The Met Branch Trail in MoCo has been delayed while decisions were made about the Purple Line, but it now appears that it could begin moving forward soon.
"If we didn't have an exact [Purple Line] alignment, we couldn't create the concepts," said Gail Tait-Nouri, the Montgomery County bicycle coordinator with the Department of Transportation.
The uncertainty with the Purple Line also put negotiations for property acquisition along the trail on hold, Tait-Nouri said. Montgomery County owns rights of way from Bethesda to Stewart Avenue in Lyttonsville. But from there, CSX owns the right of way to the 16th Street bridge and WMATA and private landowners own property along the proposed trail as well.
"Now's the time to finish this while all these things are being done," said Councilwoman Valerie Ervin (D-Dist. 5) of Silver Spring, who sent a letter to DOT in April urging progress on the trail. "… The county has waited too long on this."

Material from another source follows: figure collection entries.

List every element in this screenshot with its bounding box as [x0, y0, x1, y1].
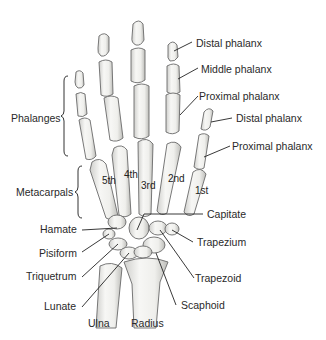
- label-distal-phalanx-finger: Distal phalanx: [196, 38, 262, 49]
- label-hamate: Hamate: [40, 224, 77, 235]
- label-middle-phalanx: Middle phalanx: [201, 64, 272, 75]
- ring-finger-bones: [98, 34, 123, 141]
- middle-finger-bones: [131, 21, 149, 139]
- label-trapezoid: Trapezoid: [195, 273, 241, 284]
- label-metacarpals: Metacarpals: [16, 187, 73, 198]
- label-phalanges: Phalanges: [11, 113, 61, 124]
- hand-skeleton-illustration: [0, 0, 326, 340]
- label-proximal-phalanx-finger: Proximal phalanx: [199, 91, 280, 102]
- label-pisiform: Pisiform: [39, 248, 77, 259]
- label-lunate: Lunate: [44, 301, 76, 312]
- label-capitate: Capitate: [207, 209, 246, 220]
- label-scaphoid: Scaphoid: [181, 300, 225, 311]
- label-metacarpal-3rd: 3rd: [141, 181, 155, 191]
- label-ulna: Ulna: [88, 318, 110, 329]
- label-distal-phalanx-thumb: Distal phalanx: [236, 113, 302, 124]
- label-triquetrum: Triquetrum: [26, 271, 76, 282]
- label-metacarpal-2nd: 2nd: [168, 174, 185, 184]
- little-finger-bones: [75, 71, 96, 160]
- label-metacarpal-5th: 5th: [102, 176, 116, 186]
- label-radius: Radius: [131, 318, 164, 329]
- label-proximal-phalanx-thumb: Proximal phalanx: [232, 141, 313, 152]
- label-metacarpal-1st: 1st: [195, 186, 208, 196]
- label-metacarpal-4th: 4th: [124, 170, 138, 180]
- thumb-bones: [194, 109, 213, 170]
- hand-anatomy-diagram: Distal phalanx Middle phalanx Proximal p…: [0, 0, 326, 340]
- label-trapezium: Trapezium: [197, 237, 246, 248]
- index-finger-bones: [166, 42, 180, 134]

Some residents in the Woodside neighborhood of Silver Spring couldn't wait for the county to build a trail and marked off their own pathway from Third Avenue and Noyes Lane to Spring Street, parallel to the proposed route for the Metropolitan Branch Trail.
Silver Spring resident Casey Anderson bikes down Georgia Avenue daily to his job in downtown Washington. He said he is an experienced cyclist but still "it's a harrowing experience."
Anderson, a board member of the Washington Area Bicyclist Association, said the District has begun construction on its portion of the trail. And with Leggett and the Montgomery County Council already agreeing on an alignment for the Purple Line earlier this year, it's "intensely frustrating" that design on the project won't resume until fiscal 2011, Anderson said.
"It's not like this is an obscure project. … This is arguably one of the two or three most important bike projects in entire D.C. region," said Anderson, who suggested DOT begin work on portions of the trail not affected by CSX or the Purple Line.